Issue (i): Whether the first part of clause 25 of the Rajasthan Foodgrains Control Order, 1949, authorising freezing of foodgrains stocks, was a valid restriction on the right to carry on trade under Article 19(1)(g) of the Constitution.
Analysis: The power to freeze stocks was read with the policy underlying section 3 of the Essential Supplies Act, 1946, which authorises regulation of production, supply, distribution, storage and disposal of essential commodities in order to secure equitable distribution and availability at fair prices. In that setting, freezing of foodgrains stocks was held to be reasonably related to the statutory object and not arbitrary. The absence of express grounds for freezing did not, by itself, invalidate the provision.
Conclusion: The first part of clause 25 was upheld and was not void under Article 19(1)(g).
Issue (ii): Whether the last part of clause 25, empowering requisition or disposal of the frozen stocks at the Government procurement rate, was void for violating Articles 19(1)(g) and 31(2) of the Constitution.
Analysis: The impugned words left the price entirely to executive discretion without fixing compensation or prescribing principles for its determination. This enabled requisition at a rate lower than the market or ceiling price and imposed a serious and unreasonable burden on traders, while permitting the Government to profit from the same stocks.
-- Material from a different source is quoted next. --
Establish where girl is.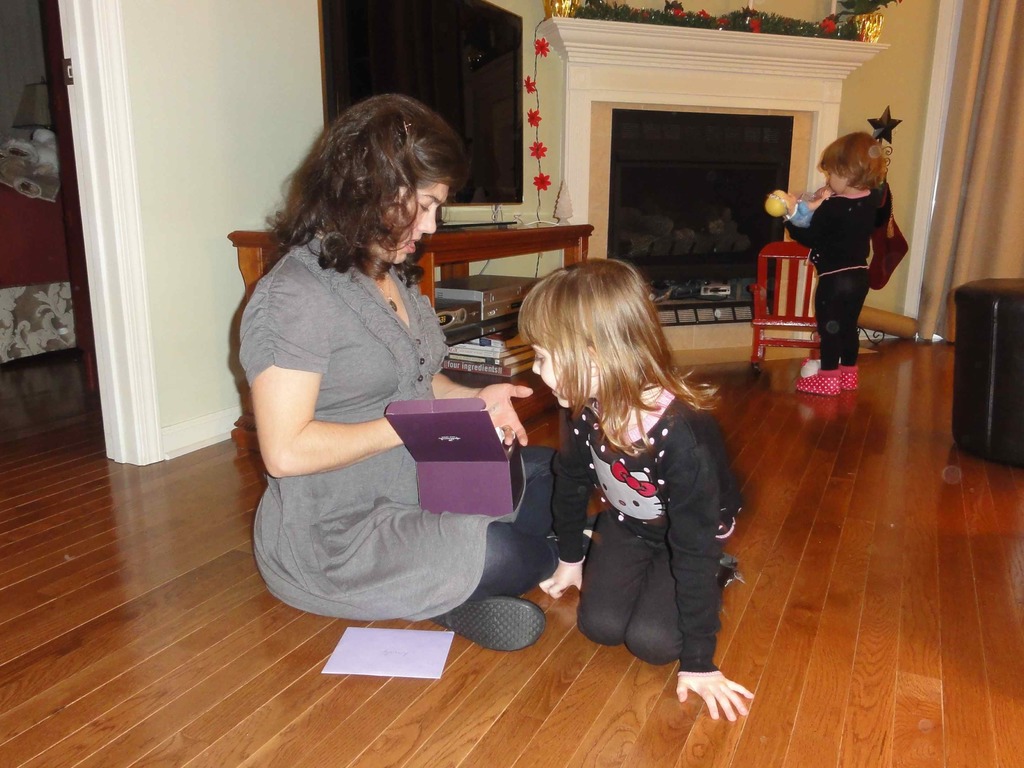
Established at (left=780, top=127, right=892, bottom=392).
The provision was therefore held to impose an unreasonable restriction on trade and, in addition, to offend Article 31(2) because it failed to provide fair compensation or the principles for determining it.
Conclusion: The last part of clause 25 was void as against the respondent.
Final Conclusion: The appeal failed because only the severable opening portion of clause 25 survived constitutional scrutiny, while the provision authorising requisition or disposal at the procurement rate was struck down as unconstitutional.
Ratio Decidendi: A control order that permits freezing of essential commodity stocks to secure equitable distribution and fair prices may be valid, but a provision authorising acquisition of those stocks at an undefined or arbitrarily fixed price without compensation principles is an unreasonable restriction on trade and violates the constitutional guarantee against deprivation without fair compensation.